The days of inaccurate network inventories will be obsolete if a new
telecommunications management network-based application succeeds.
The Inventory Control System, unveiled by the OASys Group, does what has been
the responsibility of field service workers: documenting network changes and
making sure that the parent carrier knows what assets it has deployed.
"When service providers try to figure out what's in the slots and on the
shelves throughout their networks, it's still somewhat of a guess," said Paul
Doolan, vice president of engineering at OASys, a Cabletron Systems subsidiary.
"Their inventory records, which are still kept up with 20-year-old, POTS-centric
manual input systems, are usually only about 80% accurate.
Accurate inventory is necessary for customer service management, root cause
alarm analysis, bandwidth management and other emerging trends, Doolan said. "As
carriers come to depend on the use of each other's networks, a complete
knowledge of these assets will become critical," he said.
The ICS system, which is integrated into Cabletron's Spectrum Enterprise
Management platform, discovers the network facilities and reports in detail,
down to exactly how multiplexers are configured and the equipment installed in
them.
The system uses an object-oriented database with open application programming
interfaces to work with TMN-compliant equipment and older legacy systems.

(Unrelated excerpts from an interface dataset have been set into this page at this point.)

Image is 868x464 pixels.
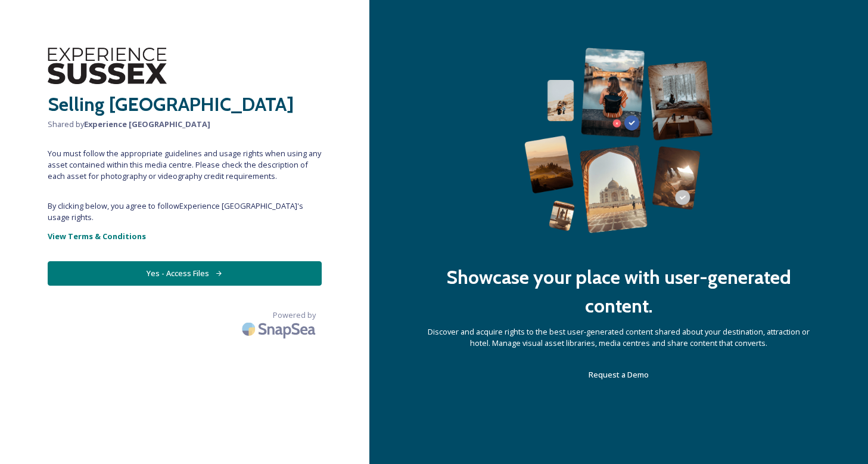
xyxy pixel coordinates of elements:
[47,261,322,285] button: Yes - Access Files
[47,47,167,84] img: WSCC%20ES%20Logo%20-%20Primary%20-%20Black.png
[273,310,315,321] span: Powered by
[47,119,322,130] span: Shared by
[239,315,322,343] img: SnapSea Logo
[47,229,322,243] a: View Terms & Conditions
[47,90,322,119] h2: Selling [GEOGRAPHIC_DATA]
[47,231,146,241] strong: View Terms & Conditions
[47,200,322,223] span: By clicking below, you agree to follow Experience [GEOGRAPHIC_DATA] 's usage rights.
[417,263,821,320] h2: Showcase your place with user-generated content.
[589,369,649,379] span: Request a Demo
[524,47,714,233] img: 63b42ca75bacad526042e722_Group%20154-p-800.png
[589,367,649,381] a: Request a Demo
[84,119,210,129] strong: Experience [GEOGRAPHIC_DATA]
[417,326,821,348] span: Discover and acquire rights to the best user-generated content shared about your destination, att...
[47,147,322,183] span: You must follow the appropriate guidelines and usage rights when using any asset contained within...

Because the inventory of available lines and services will be up-to-date,
carriers can avoid costly mistakes when they agree to service commitments.
For managers, "the view they get will not be based on who makes the device
but on what the device does," said Doolan.
"The system has a common naming facility that allows service providers to
name the equipment and facilities in any way they want. The idea is to provide a
homogenous view of heterogeneous networks."